I came across a few interesting statements while doing some research on the topic that I don’t agree with and don’t think you should either.

Myth #1:

Benefits don't outweigh the time it takes to implement the functionality at the moment

It took me about two hours to go from a 50/100 score to a 100/100 score. (Check the timestamp on the Lighthouse screenshots.) It’ll take you even less time to copy and paste code samples I provided onto your website. (Big thanks to me for doing your legwork — you’re welcome.) It’s safe to say that two hours seems like a worthy investment for reaping the engagement benefits.

Myth #2:

It's pretty much required that you're going to be using some form of JS framework or view library, like Angular or React.

My site runs on a static site generator (just straight up HTML files). It’s made up of simple HTML, CSS and good ol’ jQuery. No component based, data binding, dynamic, complicated JS framework here.

If you skipped the beginning of this article, I’ve outlined exactly what the PWA criteria is (and it’s not React or Angular). Scroll back up!

Myth #3:

You'll need to be pre-rendering pages on the server then picking up with your application when it's loaded.

I don’t even know what this means, but it didn’t seem like the author of that article did either.

Myth #4:

You're in the world of clever JS front-end technologies to make sure you do things the PWA way.

I’m actually a designer. I just happen to dig code.

Not to discredit myself or to say that what I do is easy, but I hope it illustrates that the baseline for a PWA is relatively simple. Let’s not make things sound more complicated than what they are.

(By the way, I copied and pasted the statements above from their sources.)

What Now?

This is just the tip of the iceberg. I want to see what the possibilities are with push notifications, test the boundaries and use cases with service workers and maybe even create a PWA/AMP hybrid version of my website.

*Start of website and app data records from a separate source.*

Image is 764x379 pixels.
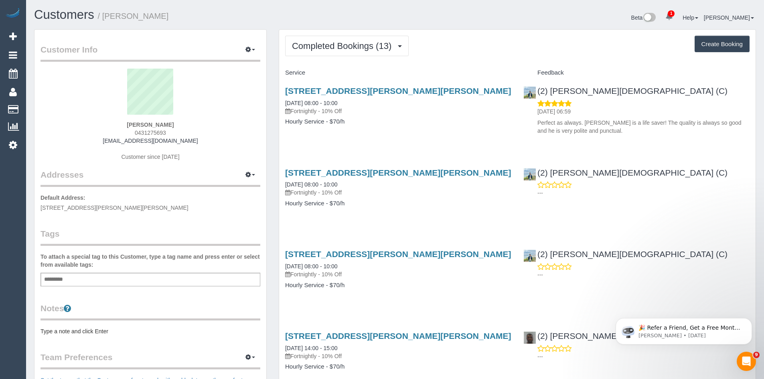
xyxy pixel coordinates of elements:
[538,189,750,197] p: ---
[668,10,675,17] span: 1
[683,14,699,21] a: Help
[41,205,189,211] span: [STREET_ADDRESS][PERSON_NAME][PERSON_NAME]
[285,189,512,197] p: Fortnightly - 10% Off
[127,122,174,128] strong: [PERSON_NAME]
[524,87,536,99] img: (2) Raisul Islam (C)
[524,331,634,341] a: (2) [PERSON_NAME] (C)
[34,8,94,22] a: Customers
[538,353,750,361] p: ---
[41,194,85,202] label: Default Address:
[285,364,512,370] h4: Hourly Service - $70/h
[285,168,512,177] a: [STREET_ADDRESS][PERSON_NAME][PERSON_NAME]
[292,41,396,51] span: Completed Bookings (13)
[524,332,536,344] img: (2) Hope Gorejena (C)
[41,44,260,62] legend: Customer Info
[524,169,536,181] img: (2) Raisul Islam (C)
[41,327,260,335] pre: Type a note and click Enter
[285,36,409,56] button: Completed Bookings (13)
[285,270,512,279] p: Fortnightly - 10% Off
[285,282,512,289] h4: Hourly Service - $70/h
[524,250,536,262] img: (2) Raisul Islam (C)
[285,118,512,125] h4: Hourly Service - $70/h
[285,107,512,115] p: Fortnightly - 10% Off
[103,138,198,144] a: [EMAIL_ADDRESS][DOMAIN_NAME]
[524,250,728,259] a: (2) [PERSON_NAME][DEMOGRAPHIC_DATA] (C)
[121,154,179,160] span: Customer since [DATE]
[643,13,656,23] img: New interface
[285,331,512,341] a: [STREET_ADDRESS][PERSON_NAME][PERSON_NAME]
[704,14,754,21] a: [PERSON_NAME]
[737,352,756,371] iframe: Intercom live chat
[285,263,337,270] a: [DATE] 08:00 - 10:00
[604,301,764,358] iframe: Intercom notifications message
[538,271,750,279] p: ---
[285,352,512,360] p: Fortnightly - 10% Off
[135,130,166,136] span: 0431275693
[285,345,337,352] a: [DATE] 14:00 - 15:00
[285,100,337,106] a: [DATE] 08:00 - 10:00
[41,228,260,246] legend: Tags
[285,69,512,76] h4: Service
[41,253,260,269] label: To attach a special tag to this Customer, type a tag name and press enter or select from availabl...
[5,8,21,19] img: Automaid Logo
[662,8,677,26] a: 1
[754,352,760,358] span: 9
[41,303,260,321] legend: Notes
[285,181,337,188] a: [DATE] 08:00 - 10:00
[632,14,657,21] a: Beta
[524,168,728,177] a: (2) [PERSON_NAME][DEMOGRAPHIC_DATA] (C)
[285,250,512,259] a: [STREET_ADDRESS][PERSON_NAME][PERSON_NAME]
[285,86,512,96] a: [STREET_ADDRESS][PERSON_NAME][PERSON_NAME]
[695,36,750,53] button: Create Booking
[524,86,728,96] a: (2) [PERSON_NAME][DEMOGRAPHIC_DATA] (C)
[524,69,750,76] h4: Feedback
[41,352,260,370] legend: Team Preferences
[285,200,512,207] h4: Hourly Service - $70/h
[538,108,750,116] p: [DATE] 06:59
[538,119,750,135] p: Perfect as always. [PERSON_NAME] is a life saver! The quality is always so good and he is very po...
[98,12,169,20] small: / [PERSON_NAME]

I believe these are the next steps in our journey for a unified and accessible web that started with responsive web design in 2011. I’m excited and by the looks of it, and you’re probably very excited as well. If not, I have no idea how or why you made it to the end of this very long article.

PWA Resources

I put together a separate page for articles, videos, podcasts and tutorials that I came across. I hope this helps you out. Enjoy!

View PWA Resources »


Julian Gaviria

I'm Julian, a product design leader and developer with a habit for experimenting (I did some cool stuff at Thomasnet.com). I mostly write about what I'm working on related to product design, front-end development, and experimentation.

While you're here, I'm currently in the market for a design leadership gig. If you're interested in working together, hit me up, or feel free to share my resume.